Exploring Creative Writing
This volume offers a collection of articles based on presentations given in recent years at the annual Great Writing International Creative Writing conference. Creative writers included here are drawn from around the world, including the USA, Australia, Korea, and Finland.
This work analyzes Nabokov’s prefaces to offer a new perspective on authorship. The author, neither dead nor tyrannical, alternates between authoritative apparition and disappearance, deconstructing the myth of Nabokov’s arrogance to unearth his vulnerability.
Jane Austen’s Emma
Combining an academic’s knowledge with a fan’s enthusiasm, this chapter-by-chapter companion to Jane Austen’s Emma offers lucid and surprising interpretations that will illuminate the novel for first-time and experienced readers alike.
Out of Deadlock
Sara Paretsky’s V.I. Warshawski series revolutionized crime fiction with a feminist perspective, raising awareness of social concerns. This collection of academic essays explores her influence on female authors worldwide who adopt a similar stance.
This multifaceted study of Toni Morrison’s fiction investigates racism and dismemberment from historical, psychological, and cultural perspectives. It likens racism’s impact to the splitting of bodies and traumatic memories to offer a new analysis of her work.
Unali discusses the centuries-old familiarity between Europe and China, exploring European nations’ admiration for the distant Asian country, and their attempt at capturing the meaning of its ancient culture and language.
Gendering Commitment
This collection challenges the assumption that engagement in Italian culture is a male domain. It analyses the work of those typically excluded from the debate: female writers, artists, and others who insist on questioning and denouncing social realities.
Deceptive Fictions
This book explores how contemporary fiction uses trauma and violence. It argues these texts are counter-narratives to postmodern thought, using the body and experiential reality to reassert the individual as an ethical agent and originator of meaning.
Doris Lessing
Majoul investigates various facets of Doris Lessing’s writing, viewing her as a historiographer and a transnational mediator between the East and the West. She also establishes an analogy between Lessing’s texts and various other works, including Salman Rushdie’s Shame.
Jawdat Haydar’s Poetic Legacy
This proceedings of the first Jawdat Haydar international conference comprises papers on the English-language poems of the Lebanese poet. It will appeal to both academic and non-academic readers interested in the field of 20th century English-language world literature.
The Golden Age
This volume investigates the diverse applications and conceptions of the term ‘The Golden Age’, and its connection to feelings of nostalgia from a range of perspectives, with a strong focus on the relationship between word and image.
War and Words
This edited volume examines the methods, conventions and pitfalls of constructing verbal accounts of military conflict in literature and the media, bringing together such diverse material as canonical literature, war veterans’ testimonies, computer games, and propaganda.
Kassis focuses on Iceland as a nineteenth-century utopian locus in the light of racial theories attached to the country’s national framework, investigating how nineteenth-century travellers defined their national identity and gender in relation to Iceland.
The Haunted Muse
Magee proposes a link between the fears of usurped procreation elicited by the trials and fears of misdirected or usurped creativity, through an analysis of Gothic stories in which authors imagine their literary creations as children who have been transformed by malignant forces.
The Industrial Novels
Providing an historical and theoretical framework for reading three important novels by Charlotte Brontë, Dickens and Gaskell, Balkaya analyses these authors’ strategies for radical reform through improvements in the living and working conditions of the working class.
(Re)writing and Remembering
The contributions to this volume discuss the extent to which fictional acts of remembering are also acts of rewriting the past to suit the needs of the present. They focus on a range of narratives, from poetry to biopics—from the ostensibly fictional to the implicitly real.
Diversity and Homogeneity
This edited volume explores issues related to the nation, ethnicity and gender in literature, film, media and theatrical performance in both the UK and the USA, investigating the problematics of migration, citizenship, terrorism, and equality in modern multicultural societies.
Coleridge and Hinduism
The only comprehensive study of Coleridge’s profound ties to Oriental Tales, revealing how Hindu works, especially the Bhagavadgītā, shaped his poetic imagination and his quest for the “One life.”
Secretis bene uiuere siluis
Honoring Robert Maltby, this rich collection of scholarship covers Latin literature from Augustan times to the Renaissance. It offers fresh interpretations of texts, with special focus on the Corpus Tibullianum, etymology, and textual criticism. For classicists and beyond.
This book details a philosophical approach to Freemasonry designed to take it where it has never been. It provides a system of esoteric work and interdisciplinary education—a creative synthesis of esotericism and science—to create polymaths for a better world order.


*How to complete this task*
Only lines with the word "name" belong in the answer; copy them from the records below.

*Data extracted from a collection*

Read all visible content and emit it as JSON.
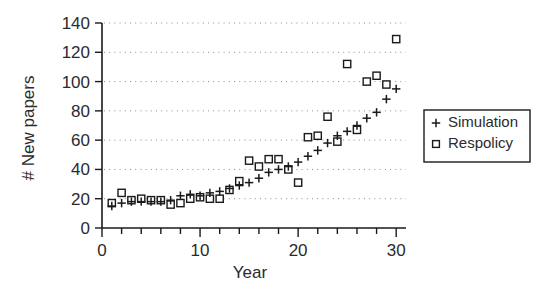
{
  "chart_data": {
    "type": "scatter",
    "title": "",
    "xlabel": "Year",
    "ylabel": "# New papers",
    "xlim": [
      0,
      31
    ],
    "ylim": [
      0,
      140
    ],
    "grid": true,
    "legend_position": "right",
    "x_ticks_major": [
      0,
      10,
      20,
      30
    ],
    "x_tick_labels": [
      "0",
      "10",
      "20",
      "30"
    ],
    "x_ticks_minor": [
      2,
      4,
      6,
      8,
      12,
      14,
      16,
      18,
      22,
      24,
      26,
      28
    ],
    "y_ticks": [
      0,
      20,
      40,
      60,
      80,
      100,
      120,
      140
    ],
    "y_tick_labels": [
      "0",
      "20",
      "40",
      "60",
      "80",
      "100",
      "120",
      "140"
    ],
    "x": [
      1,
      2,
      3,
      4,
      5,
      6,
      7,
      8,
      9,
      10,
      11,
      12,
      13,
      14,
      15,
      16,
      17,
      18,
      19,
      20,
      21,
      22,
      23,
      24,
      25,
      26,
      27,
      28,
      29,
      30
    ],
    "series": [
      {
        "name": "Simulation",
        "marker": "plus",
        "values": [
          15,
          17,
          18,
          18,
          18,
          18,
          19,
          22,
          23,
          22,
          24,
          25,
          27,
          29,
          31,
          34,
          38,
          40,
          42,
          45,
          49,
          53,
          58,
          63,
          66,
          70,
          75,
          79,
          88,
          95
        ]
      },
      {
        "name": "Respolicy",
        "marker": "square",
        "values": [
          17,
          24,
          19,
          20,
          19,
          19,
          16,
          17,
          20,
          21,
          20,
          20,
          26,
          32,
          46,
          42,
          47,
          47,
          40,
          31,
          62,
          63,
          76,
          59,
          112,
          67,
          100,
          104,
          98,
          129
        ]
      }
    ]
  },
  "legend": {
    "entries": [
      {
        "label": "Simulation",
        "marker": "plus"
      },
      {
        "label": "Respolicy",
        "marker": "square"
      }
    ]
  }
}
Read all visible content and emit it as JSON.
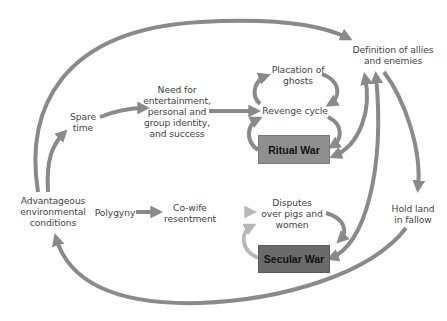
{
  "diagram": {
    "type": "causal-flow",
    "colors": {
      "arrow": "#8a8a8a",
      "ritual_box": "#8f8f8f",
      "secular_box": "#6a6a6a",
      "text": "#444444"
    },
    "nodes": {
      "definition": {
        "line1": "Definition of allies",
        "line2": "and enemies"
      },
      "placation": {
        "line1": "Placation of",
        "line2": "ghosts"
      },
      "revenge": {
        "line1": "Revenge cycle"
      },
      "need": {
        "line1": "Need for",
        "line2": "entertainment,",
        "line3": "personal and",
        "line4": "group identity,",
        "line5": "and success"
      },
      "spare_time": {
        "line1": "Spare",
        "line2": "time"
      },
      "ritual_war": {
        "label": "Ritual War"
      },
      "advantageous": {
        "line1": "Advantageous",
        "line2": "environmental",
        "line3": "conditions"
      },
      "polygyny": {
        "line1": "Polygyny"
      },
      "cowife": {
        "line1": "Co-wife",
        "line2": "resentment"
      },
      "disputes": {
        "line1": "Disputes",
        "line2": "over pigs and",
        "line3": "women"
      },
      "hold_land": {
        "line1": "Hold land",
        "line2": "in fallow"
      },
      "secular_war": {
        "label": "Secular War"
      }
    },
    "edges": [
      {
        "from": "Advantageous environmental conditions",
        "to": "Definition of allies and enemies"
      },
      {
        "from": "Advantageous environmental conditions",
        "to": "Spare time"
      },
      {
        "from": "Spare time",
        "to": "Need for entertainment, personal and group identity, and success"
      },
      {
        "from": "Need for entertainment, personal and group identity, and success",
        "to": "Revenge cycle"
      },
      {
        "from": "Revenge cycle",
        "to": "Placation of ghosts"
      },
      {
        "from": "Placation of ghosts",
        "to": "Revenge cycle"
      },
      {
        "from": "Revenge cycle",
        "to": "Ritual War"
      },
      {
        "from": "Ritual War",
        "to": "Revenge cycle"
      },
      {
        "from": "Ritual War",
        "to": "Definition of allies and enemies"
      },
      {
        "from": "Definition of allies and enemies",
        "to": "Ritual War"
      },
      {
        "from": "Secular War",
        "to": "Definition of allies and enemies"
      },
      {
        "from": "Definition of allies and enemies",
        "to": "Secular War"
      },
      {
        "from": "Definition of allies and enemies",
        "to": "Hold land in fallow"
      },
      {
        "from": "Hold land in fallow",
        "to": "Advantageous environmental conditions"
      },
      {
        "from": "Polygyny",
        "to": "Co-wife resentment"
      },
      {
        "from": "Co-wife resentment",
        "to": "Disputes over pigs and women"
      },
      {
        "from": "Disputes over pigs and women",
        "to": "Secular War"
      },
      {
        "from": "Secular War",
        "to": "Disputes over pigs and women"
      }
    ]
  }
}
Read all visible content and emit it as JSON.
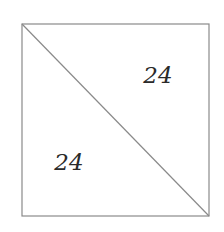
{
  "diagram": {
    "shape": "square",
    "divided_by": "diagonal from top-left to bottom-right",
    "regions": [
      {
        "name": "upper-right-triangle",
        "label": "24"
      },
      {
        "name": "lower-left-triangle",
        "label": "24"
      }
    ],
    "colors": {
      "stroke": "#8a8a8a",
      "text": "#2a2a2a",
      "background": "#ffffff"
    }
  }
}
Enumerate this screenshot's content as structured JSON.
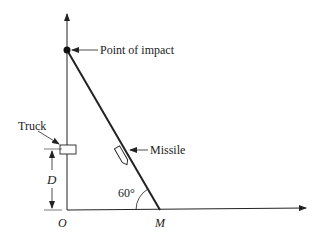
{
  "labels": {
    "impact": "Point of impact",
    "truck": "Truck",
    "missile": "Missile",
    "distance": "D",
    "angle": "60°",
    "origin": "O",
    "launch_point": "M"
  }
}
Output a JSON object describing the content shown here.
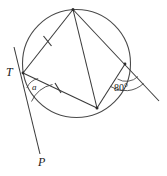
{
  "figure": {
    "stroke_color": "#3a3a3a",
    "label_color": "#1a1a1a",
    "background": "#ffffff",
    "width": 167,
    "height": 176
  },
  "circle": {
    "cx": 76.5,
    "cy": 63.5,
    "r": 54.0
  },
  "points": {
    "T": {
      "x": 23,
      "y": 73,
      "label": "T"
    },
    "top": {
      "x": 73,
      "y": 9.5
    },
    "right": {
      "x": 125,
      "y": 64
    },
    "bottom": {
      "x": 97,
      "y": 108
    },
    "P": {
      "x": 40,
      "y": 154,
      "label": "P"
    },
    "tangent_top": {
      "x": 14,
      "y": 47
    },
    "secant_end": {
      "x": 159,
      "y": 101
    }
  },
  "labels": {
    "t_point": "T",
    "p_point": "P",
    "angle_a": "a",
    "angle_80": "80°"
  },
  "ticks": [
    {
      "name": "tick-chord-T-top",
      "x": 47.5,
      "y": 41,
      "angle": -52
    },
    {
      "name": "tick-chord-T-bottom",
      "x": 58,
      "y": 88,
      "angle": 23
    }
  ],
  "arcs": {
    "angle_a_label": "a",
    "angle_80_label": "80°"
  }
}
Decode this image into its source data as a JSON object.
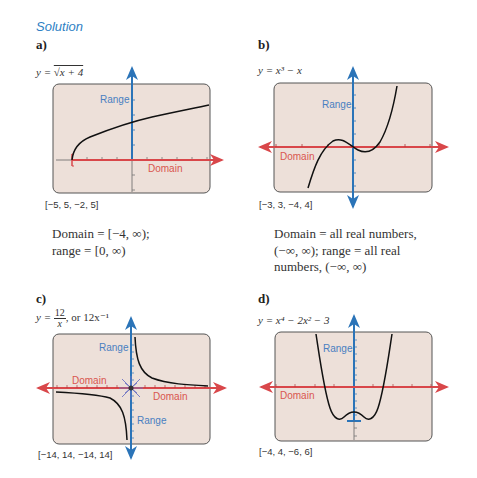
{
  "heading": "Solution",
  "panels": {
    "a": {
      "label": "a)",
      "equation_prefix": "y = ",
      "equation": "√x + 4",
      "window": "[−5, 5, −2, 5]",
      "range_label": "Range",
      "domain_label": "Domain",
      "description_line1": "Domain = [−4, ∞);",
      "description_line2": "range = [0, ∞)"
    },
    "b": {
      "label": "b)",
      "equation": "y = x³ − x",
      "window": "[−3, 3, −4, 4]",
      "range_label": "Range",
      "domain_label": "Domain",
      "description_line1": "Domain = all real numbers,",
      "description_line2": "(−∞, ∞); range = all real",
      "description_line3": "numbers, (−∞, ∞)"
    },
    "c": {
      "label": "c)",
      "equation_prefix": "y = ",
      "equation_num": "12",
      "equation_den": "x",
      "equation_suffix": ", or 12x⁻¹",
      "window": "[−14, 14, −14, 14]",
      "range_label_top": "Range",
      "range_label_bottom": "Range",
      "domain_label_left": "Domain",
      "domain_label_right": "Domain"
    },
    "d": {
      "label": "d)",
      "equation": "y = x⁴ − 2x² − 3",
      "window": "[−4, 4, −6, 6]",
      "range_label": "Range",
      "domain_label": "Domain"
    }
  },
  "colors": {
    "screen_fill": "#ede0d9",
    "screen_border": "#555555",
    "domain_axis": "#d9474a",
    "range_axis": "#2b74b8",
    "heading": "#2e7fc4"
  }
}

*Exercise response*
        "name": "Simulation",
        "name": "Respolicy",
        "name": "upper-right-triangle",
        "name": "lower-left-triangle",
      "name": "tick-chord-T-top",
      "name": "tick-chord-T-bottom",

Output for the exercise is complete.